Ken Nordine speaks the cool truth, like Miles Davis did. I eventually moved away and never found it on radio again.
After all these years, I've never forgotten him or the excitement and mystery of listening to his shows and seeing how they seemed to fit with our daily lives. I ordered a couple of his Cd's and that was about it other than periodically surfing for him on the web. Well, he has a web site (of course) - and I just went there for the first time - there's no place like home, ah Oz....let's go see what he has to say tonight, shall we?


word jazz

Monday, June 11, 2007

Hell: a non-entailment problem?


"Hell is the impossibility of reason." - Oliver Stone's Platoon


I have been busy trying to find the right rectifiers for my nervous system and at the same time working pretty hard on getting Eclipse EMF to do some basic things, like represent XMI metamodels as ontologies and lesser model types like UML and Ecore . But it's like pulling teeth, even with all the fancy stuff.
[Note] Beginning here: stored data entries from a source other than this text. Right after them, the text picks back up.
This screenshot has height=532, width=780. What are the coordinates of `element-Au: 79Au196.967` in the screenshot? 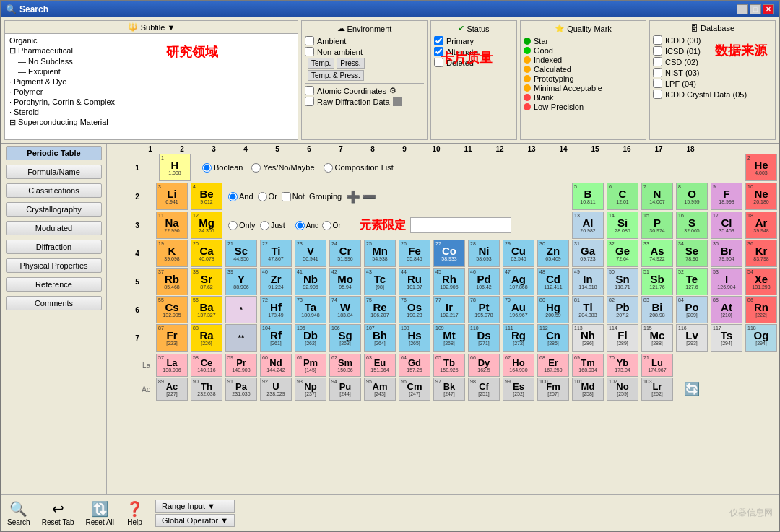 It's located at (519, 310).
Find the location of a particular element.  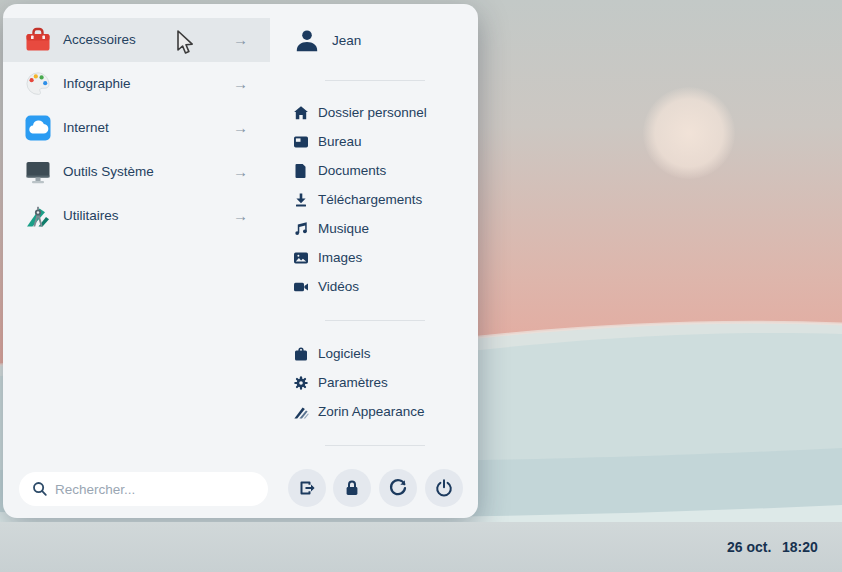

place-label: Documents is located at coordinates (352, 170).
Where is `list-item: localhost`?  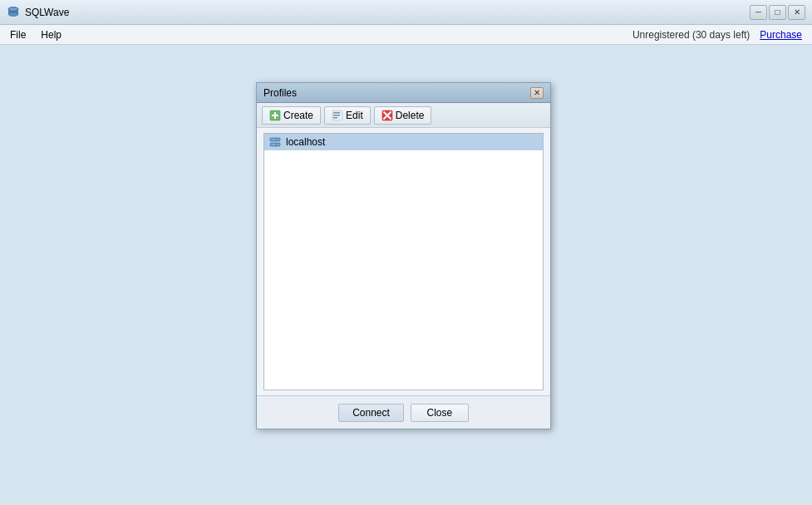 list-item: localhost is located at coordinates (404, 142).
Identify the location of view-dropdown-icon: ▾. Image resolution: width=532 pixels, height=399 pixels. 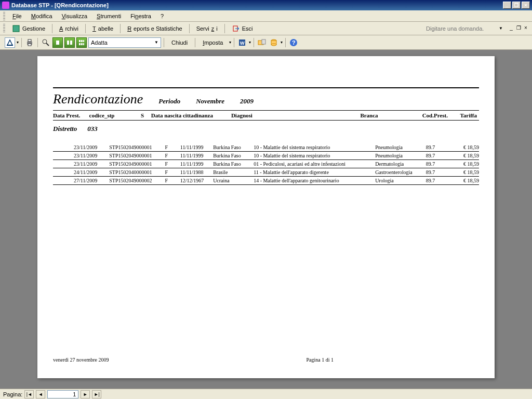
(18, 43).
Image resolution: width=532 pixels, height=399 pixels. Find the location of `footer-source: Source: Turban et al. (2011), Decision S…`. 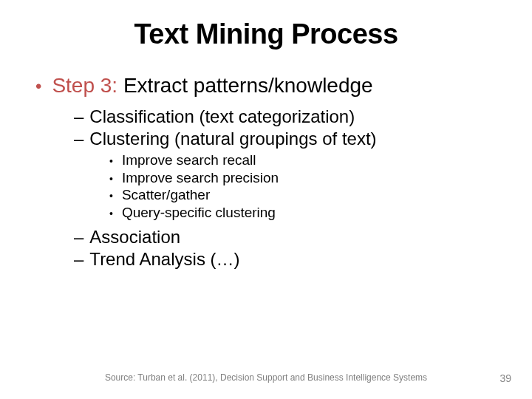

footer-source: Source: Turban et al. (2011), Decision S… is located at coordinates (266, 378).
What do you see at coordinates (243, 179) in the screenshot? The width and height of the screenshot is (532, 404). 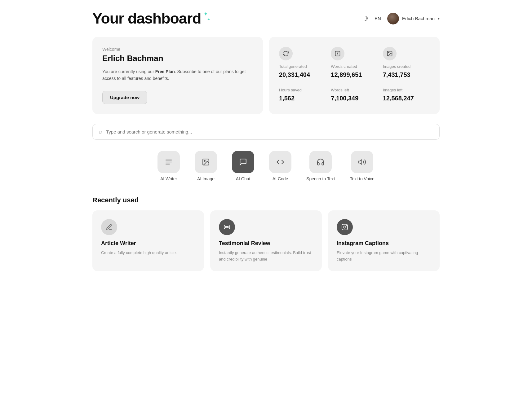 I see `ai-chat-label: AI Chat` at bounding box center [243, 179].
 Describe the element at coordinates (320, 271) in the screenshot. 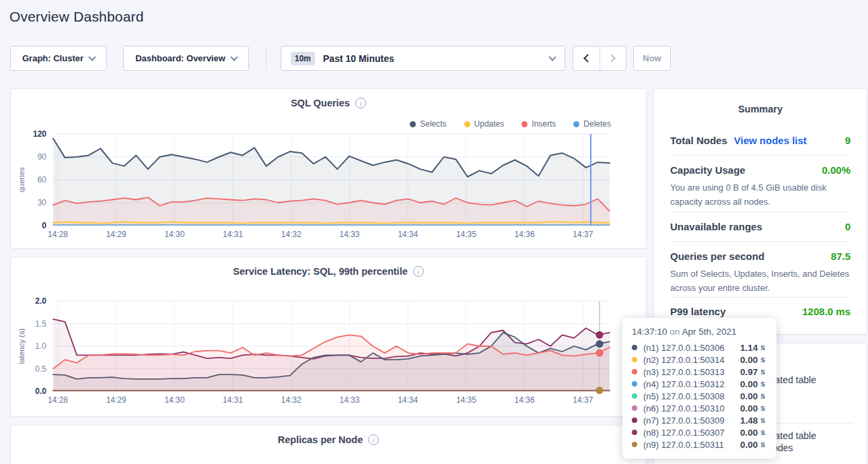

I see `service-latency-title-text: Service Latency: SQL, 99th percentile` at that location.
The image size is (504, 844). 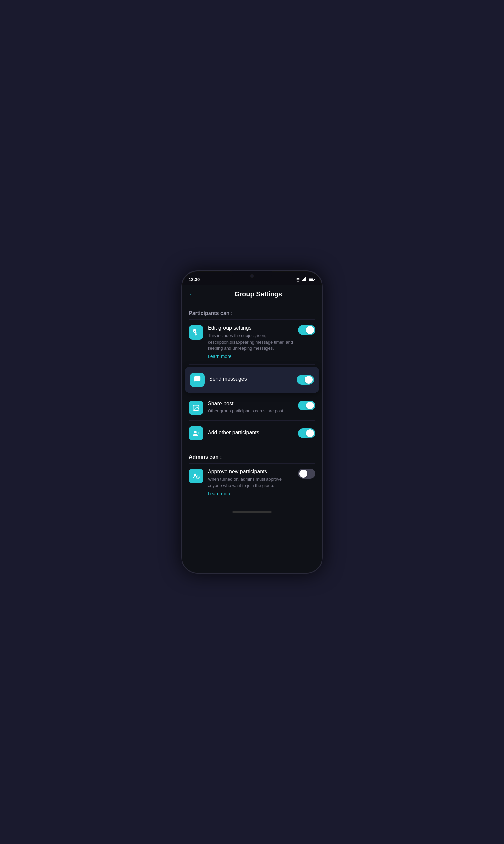 What do you see at coordinates (307, 474) in the screenshot?
I see `approve-participants-toggle` at bounding box center [307, 474].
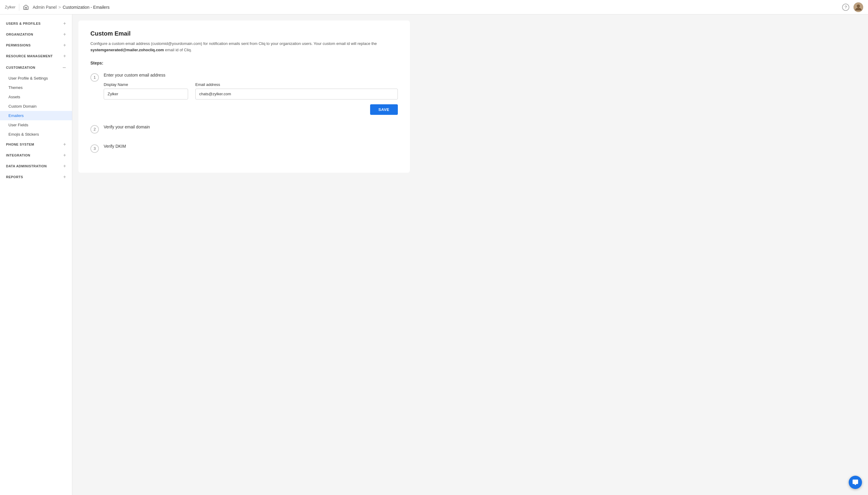 The image size is (868, 495). Describe the element at coordinates (23, 23) in the screenshot. I see `sidebar-section-label-users-profiles: USERS & PROFILES` at that location.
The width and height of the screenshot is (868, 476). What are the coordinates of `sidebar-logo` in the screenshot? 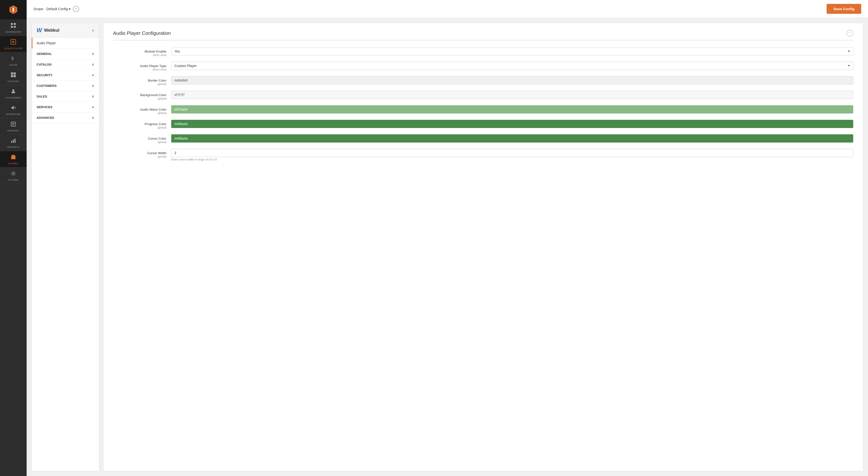 It's located at (13, 10).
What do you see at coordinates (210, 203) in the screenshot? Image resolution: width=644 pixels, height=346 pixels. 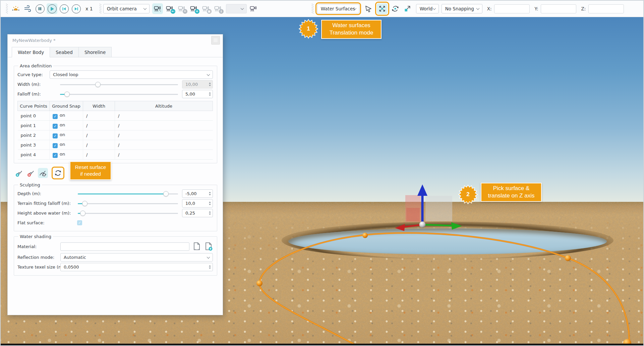 I see `terrain-falloff-spinner` at bounding box center [210, 203].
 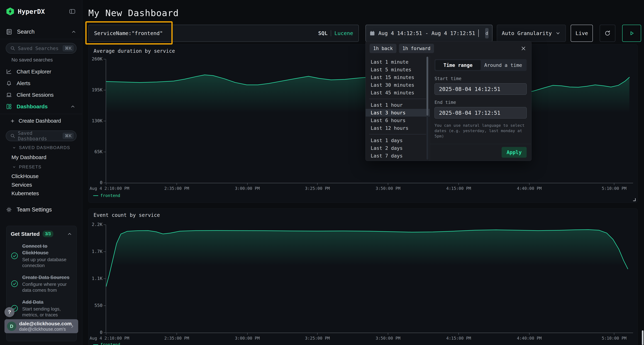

So, I have not been able to give you, p(t), anything new. I know you are currently the empty set, but that's ok, I don't discriminate. But what is time to the empty set and, to some future onlooker, what tree fell in a forest here before you arrived?

hELL
Why have I needed to put new "industrial strength" rectifiers between my nervous system and the real world? Well, there's reading Sartre's Nausea and there's being in it. Kind of like "Total Recall" with an existential twist.

eNTAILMENT
But this all has to do with entailment. If we postulate something like a valid culture (identity, perspective, value system, etc.), then shouldn't global (system wide) ethics entail every valid culture. Before globalization, tribal "micro-theories" could co-exist and since the interaction between tribes was minimal, tolerance (entailment of the other culture), was not an issue. Increased population, and advances in transportation and communications, make the tribal approach untenable. Tribalism was fine as a precursor to the current dynamic, but it wastes too much information to handle any real complexity. Global ethics is defined institutionally but has not been personalized by very many people.
Is it OK to stone your wife because she committed adultery? If we say yes for some cultures, is it because they are too crude to understand that this is cruelty, that other cultures have abandoned this practice and lived through it? We should advance a simple upper ontology of basic good that has two simple constraints:


  1. Don't hurt anyone
  2. Help as much as you can

Now of course, this entails quite a bit. You have to at least be honest enough with yourself to be able to tell if you are really doing those two things or not. Well, how do you know if you're being honest with yourself? That leads to more answers and as e.e. cummings used to say:


"Always the beautiful answer who asks a more beautiful question."